History As It Happens with Martin Di Caro
Guest: Nathan Brown (Professor, George Washington University)
Date: October 7, 2025
This episode of "History As It Happens" marks the second anniversary of Hamas’s October 7, 2023, attack on Israel and explores the organization's trajectory before, during, and after its rise to power. Host Martin Di Caro interviews Middle East expert Nathan Brown to trace Hamas’s evolution and discuss the realities of the current conflict, the possibilities of peace, and the uncertain future of both Hamas and Palestinian resistance. The conversation draws on historical context, political analysis, and broader changes occurring in the Middle East, attempting to answer what might come "after Hamas."
[09:46–13:16]
[13:26–15:16]
[15:16–18:11]
[18:11–18:48]
[18:48–22:02]
[22:02–24:23]
[24:23–27:57]
[27:57–30:42]
[30:42–35:13]
[35:13–36:25]
[36:25–38:50]
On the Defining of Peace:
"What people have usually meant by peace is some kind of comprehensive Israeli Palestinian settlement ... That's what people have meant by peace. And in that sense this isn't really a peace proposal that we've got from Trump.” – Nathan Brown [10:14]

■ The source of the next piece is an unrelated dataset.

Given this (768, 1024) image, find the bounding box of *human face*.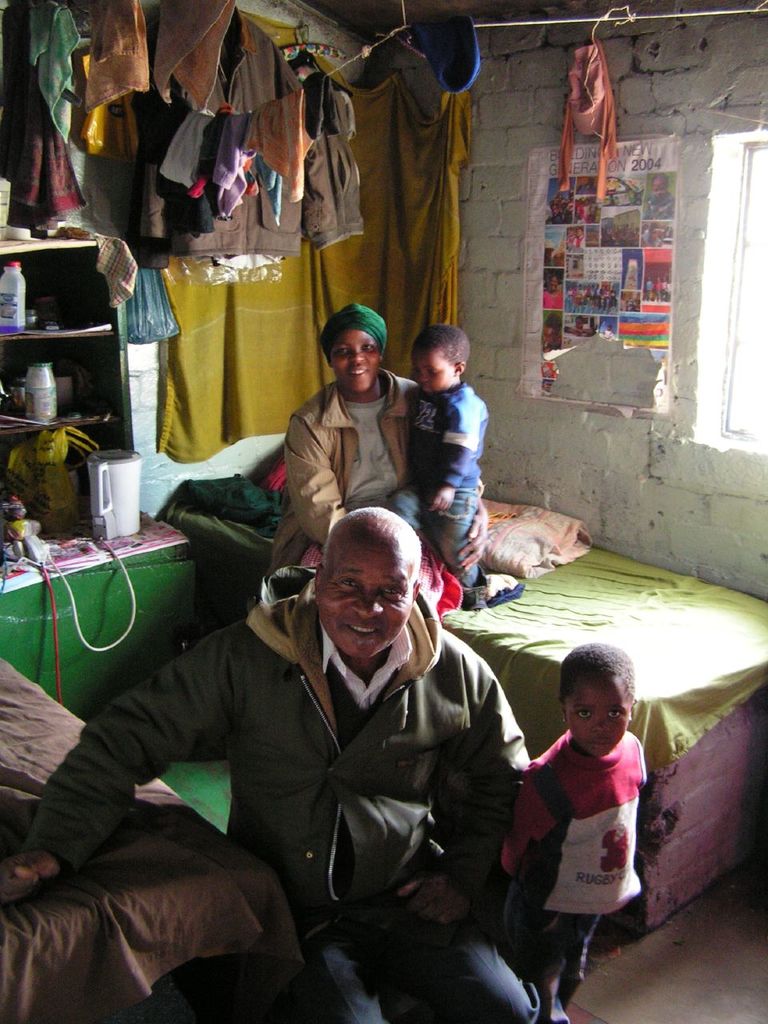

On Unpredictable Consequences of Conflict:
"What we should learn from [1982] is that the situation right now is plunging to the unknown. ... There will be developments in Palestinian society which won't be visible, I think, perhaps for years to come." – Nathan Brown [17:19]
About the Organizational Strength of Hamas:
"This is a level of destruction which no other movement in Palestinian history has ever stood up to. So that's why I think Hamas survives on the resilience of its basic organizational structure.” – Nathan Brown [22:39]

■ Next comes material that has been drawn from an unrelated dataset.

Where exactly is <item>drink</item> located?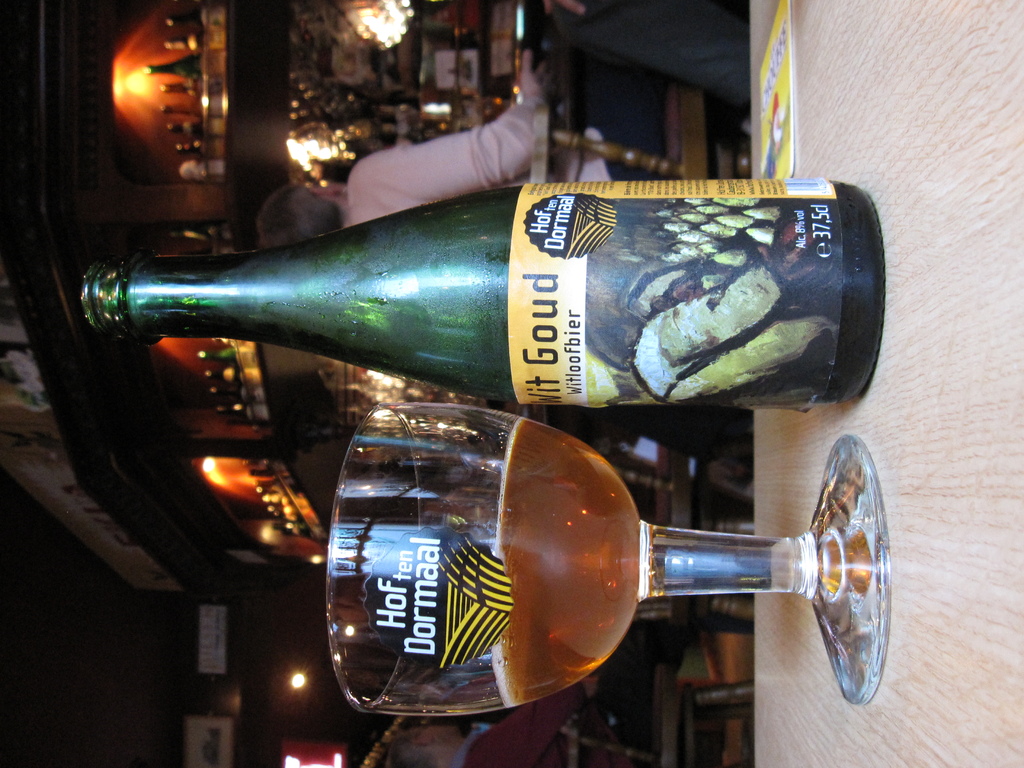
Its bounding box is (x1=508, y1=408, x2=645, y2=719).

On Feeling of Futility and Despair in the Occupied Territories:
“We want to live our lives, we just want normal lives. And that seems out of reach.” – Nathan Brown [29:49]
On Generational Change:
“These are dim memories for them. These are eight track tapes. This is a technology of the 20th century, but no alternative has emerged.” – Nathan Brown [18:23]
On the Declining Appeal of Radical Islamism:
“Political Islam ... that project is over, and it's over for Palestinians.” – Nathan Brown [33:06]
On the Palestinian Struggle:
"The Palestinian people's right to self determination, their right to justice must also be recognized. And put yourself in their shoes. ... Neither occupation nor expulsion is the answer." – Nathan Brown [38:15]
The conversation is analytical, historically grounded, and somber, with moments of passionate advocacy for understanding the Palestinian experience. Brown’s style is reflective and cautious, repeatedly noting the unpredictability of social and political outcomes in the region.
This summary encapsulates the episode’s rich historical framing, sharp analysis of the current crisis, and forward-looking (if uncertain) exploration of Palestinian and regional futures—making it essential listening for those seeking to understand the unfolding “before and after” reality of Hamas.